One reason for this possibility is the fact that the email sent out just before the Ahmedabad blasts does not talk about the Bangalore blasts.

Sources in all the key intelligence agencies told DNA they are closely investigating the networks set up by Mohammed who was picked up in Hyderabad on July 15 by the state police. While the father was head of the fundamentalist Tahreek-E-Tahafuz-E-Shyar-E-Islam, both the sons are active members of SIMI.

They represent the new picture of terror emerging across India —- a strong local network, with some members trained in Pakistan, Bangladesh and elsewhere. But the groups remain primarily local, assembling bombs using locally available material and planting it strategically to get maximum impact. It is still not clear if Mohammed was the mastermind behind the recent blasts, but his recruits are emerging as the most credible trail to follow, sources said.

Mohammed’s younger brother Riazuddin was arrested by the Karnataka police on January 11, 2008, from Davangere district in the first significant success against SIMI’s violence-preaching faction. Riazuddin had undergone terror training in Pakistan and spent a lot of time with Shahid Bilal, another Hyderabad resident who was believed to be the mastermind behind the strike in Hyderabad and some other terrorist operations in India. Bilal was shot dead in Karachi on August 30, 2007.

While Riazuddin and Bilal had provided the SIMI faction and other local terrorists direct access to explosives training and resource support from Pakistan, Bangladesh and elsewhere, the people behind the present attacks do not seem to have such a level of outside support, sources say. But they have a huge local network that enabled them to carry out such widespread serial blasts in two major cities.
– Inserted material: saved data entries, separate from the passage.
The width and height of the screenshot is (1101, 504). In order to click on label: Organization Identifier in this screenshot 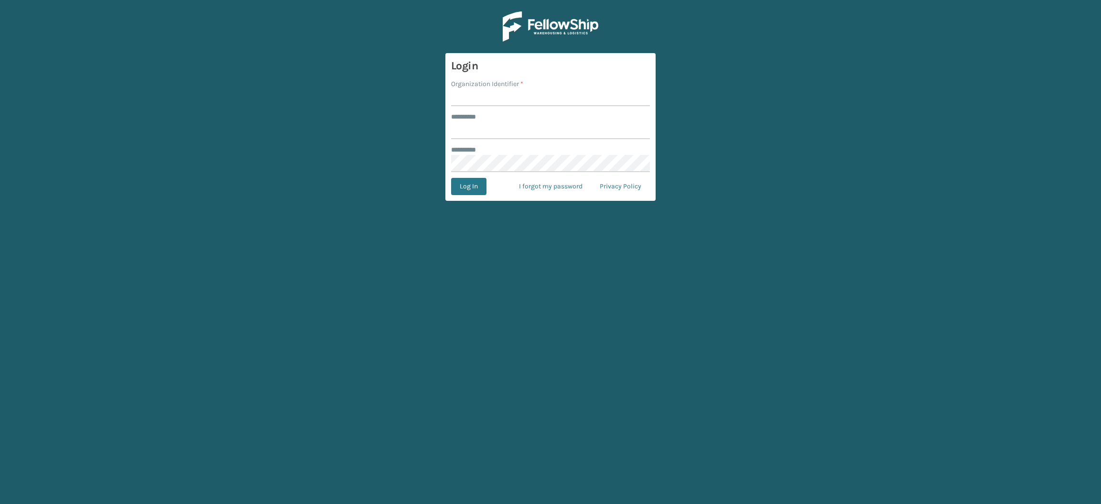, I will do `click(487, 84)`.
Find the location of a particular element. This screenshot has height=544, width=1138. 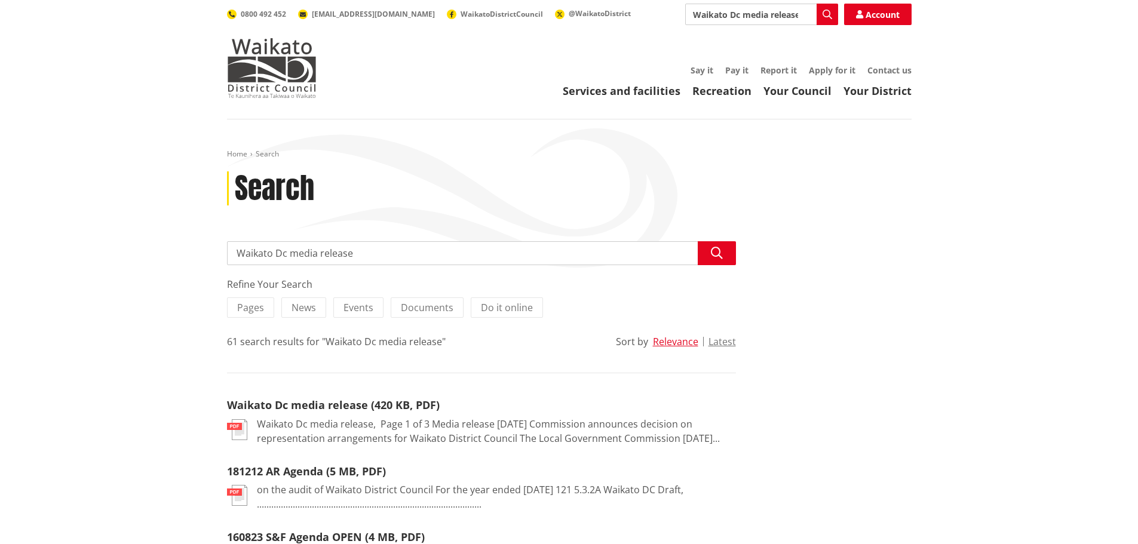

a: Services and facilities is located at coordinates (621, 91).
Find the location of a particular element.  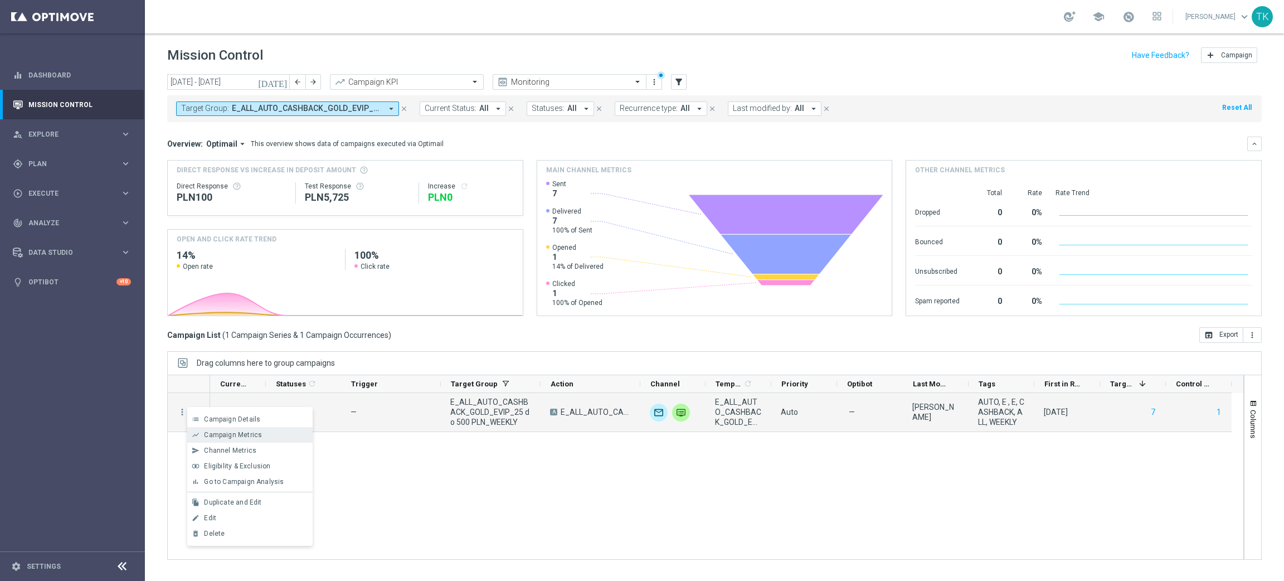

div: Increase is located at coordinates (471, 186).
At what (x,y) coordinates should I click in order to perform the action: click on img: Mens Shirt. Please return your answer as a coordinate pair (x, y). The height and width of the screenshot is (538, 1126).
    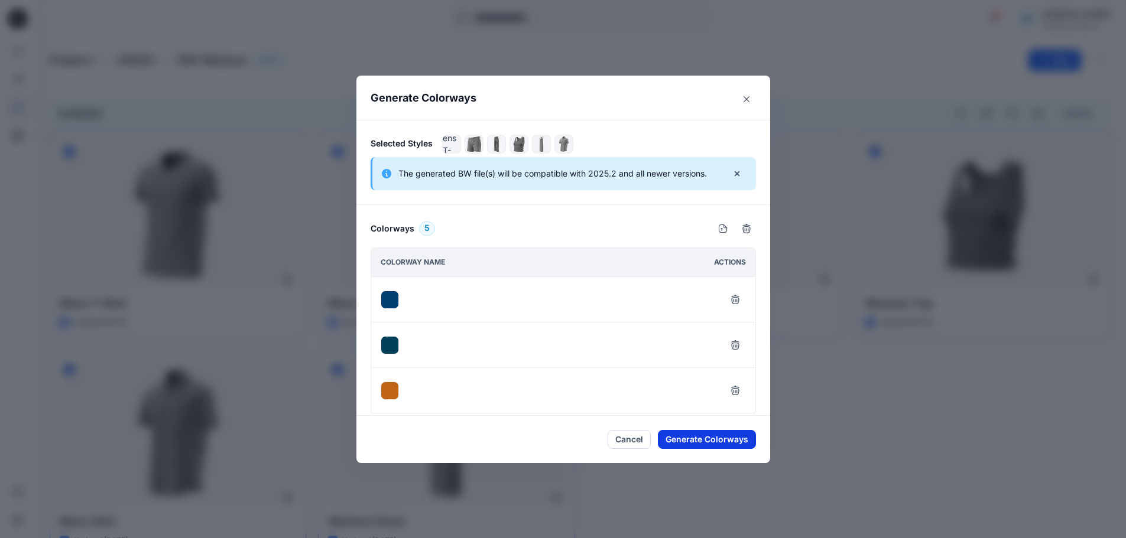
    Looking at the image, I should click on (564, 144).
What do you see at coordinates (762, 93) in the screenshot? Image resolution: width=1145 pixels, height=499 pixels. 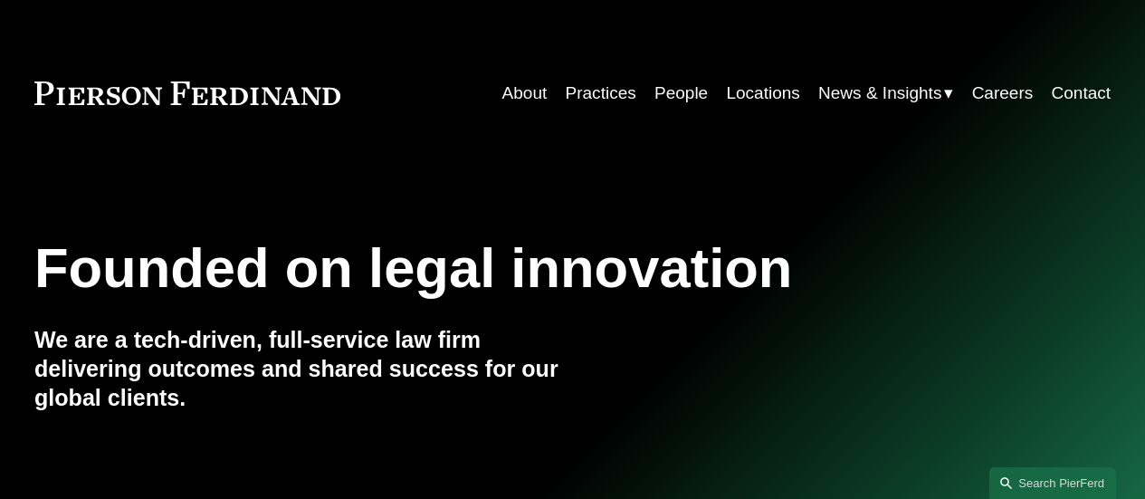 I see `a: Locations` at bounding box center [762, 93].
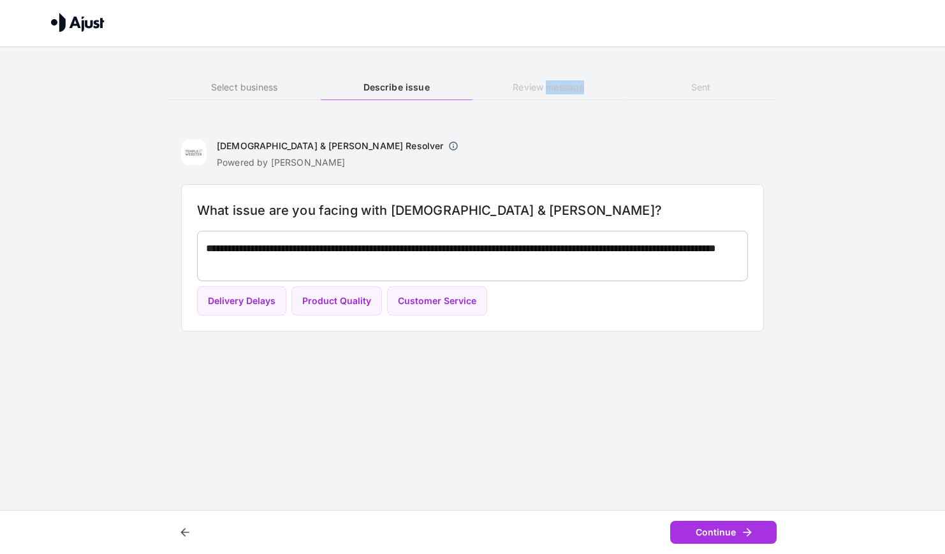 This screenshot has height=554, width=945. Describe the element at coordinates (78, 22) in the screenshot. I see `img: Ajust` at that location.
Riazuddin’s arrest unravelled the inner layer of SIMI, and led to the arrest of several SIMI leaders from various parts of Karnataka and Indore in Madhya Pradesh.

The email sent out to media houses and the Gujarat police on Saturday before the Ahmedabad blasts follows the same pattern as the email sent out before the serial blasts in Uttar Pradesh in November last year and the blasts in Jaipur in May, sources said.

The emails have clear demands for release of Muslims accused of terrorism in Indian jails. Investigators believe the emails are genuine and they are clear indicators of what could lie ahead: More unexpected attacks and probably even some other kind of violent acts such as kidnappings or hijack that may have better leverage with government to get people out of jail.

Investigators are also concerned about a terror strike in Madhya Pradesh, because it was from the state that key SIMI leaders were arrested. And given the trend of targeting BJP-ruled states and MP’s significance as SIMI’s home base, sources said MP figures high on their list of targets vulnerable to attack; the other being Goa which was the original target of the SIMI faction before their leadership was nabbed by the
Karnataka and Madhya Pradesh police forces.